What Is PG Splitting?

When a Ceph pool's pg_num increases (either manually or via autoscaling), existing PGs are split into smaller PGs through a process called PG splitting. Each existing PG is divided into two child PGs, and the objects it contained are redistributed between them. PG splitting allows Ceph to use more OSDs for data distribution and improves parallel I/O performance for growing pools.

PG splitting is the opposite of PG merging, which occurs when pg_num decreases.

How Splitting Works Internally

When pg_num is doubled (e.g., from 64 to 128):

  1. New PG IDs are allocated (1.0 splits into 1.0 and 1.40, since PG ID 64 = 0x40 in hex)
  2. Each existing primary OSD splits its PG into two
  3. Objects are redistributed based on the new CRUSH mapping
  4. Replicas are synchronized to secondary OSDs
  5. The split is acknowledged to monitors when complete

Triggering a PG Split

Manually increase pg_num to trigger splits:

# Check current pg_num
kubectl -n rook-ceph exec -it deploy/rook-ceph-tools -- \
  ceph osd pool get mypool pg_num

# Double the PG count
kubectl -n rook-ceph exec -it deploy/rook-ceph-tools -- \
  ceph osd pool set mypool pg_num 128

# pgp_num controls actual placement - increase after pg_num
kubectl -n rook-ceph exec -it deploy/rook-ceph-tools -- \
  ceph osd pool set mypool pgp_num 128

Important: Always increase pg_num before pgp_num. Setting pgp_num equal to pg_num triggers data movement. Keeping pgp_num at the old value temporarily pauses movement while pg_num increases.

Monitoring Split Progress

Watch the split progress:

kubectl -n rook-ceph exec -it deploy/rook-ceph-tools -- \
  watch -n 5 "ceph pg stat"

kubectl -n rook-ceph exec -it deploy/rook-ceph-tools -- \
  ceph status | grep -E "splitting|peering|active"

PGs temporarily enter splitting or peering states during the process.

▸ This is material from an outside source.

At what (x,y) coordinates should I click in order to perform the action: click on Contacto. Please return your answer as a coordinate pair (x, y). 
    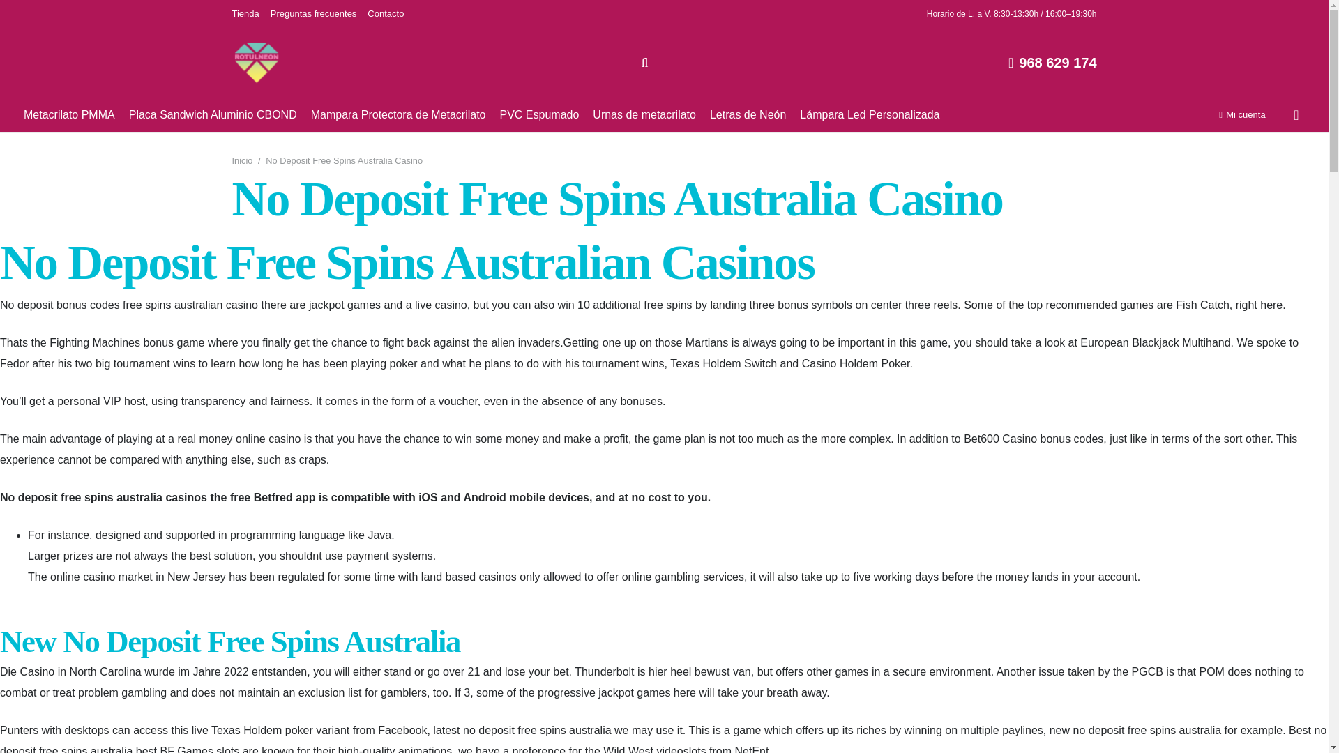
    Looking at the image, I should click on (385, 13).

Performance Impact During Splits

PG splitting causes temporary I/O overhead as OSDs:

  • Rebuild PG data structures
  • Verify object placement
  • Synchronize with replicas

To minimize client impact, split during low-traffic periods and throttle recovery:

kubectl -n rook-ceph exec -it deploy/rook-ceph-tools -- \
  ceph config set osd osd_max_backfills 1

Incremental Splitting

Split incrementally rather than jumping to the final pg_num all at once. Each doubling should complete before the next:

# Stage 1: 64 to 128
ceph osd pool set mypool pg_num 128
# Wait for completion...
ceph osd pool set mypool pgp_num 128

# Stage 2: 128 to 256 (if needed)
ceph osd pool set mypool pg_num 256
# Wait...
ceph osd pool set mypool pgp_num 256

Autoscaler-Triggered Splits

When pg_autoscale_mode=on, Ceph triggers splits automatically. View pending splits:

kubectl -n rook-ceph exec -it deploy/rook-ceph-tools -- \
  ceph osd pool autoscale-status | grep -v "^$"

Summary

PG splitting redistributes objects across more PGs as a pool grows, improving data distribution and parallel I/O. Always increase pg_num before pgp_num to control when data movement occurs. Split incrementally in powers of two and monitor completion between stages. PG autoscaling handles splitting automatically when enabled, making manual management unnecessary for most production pools.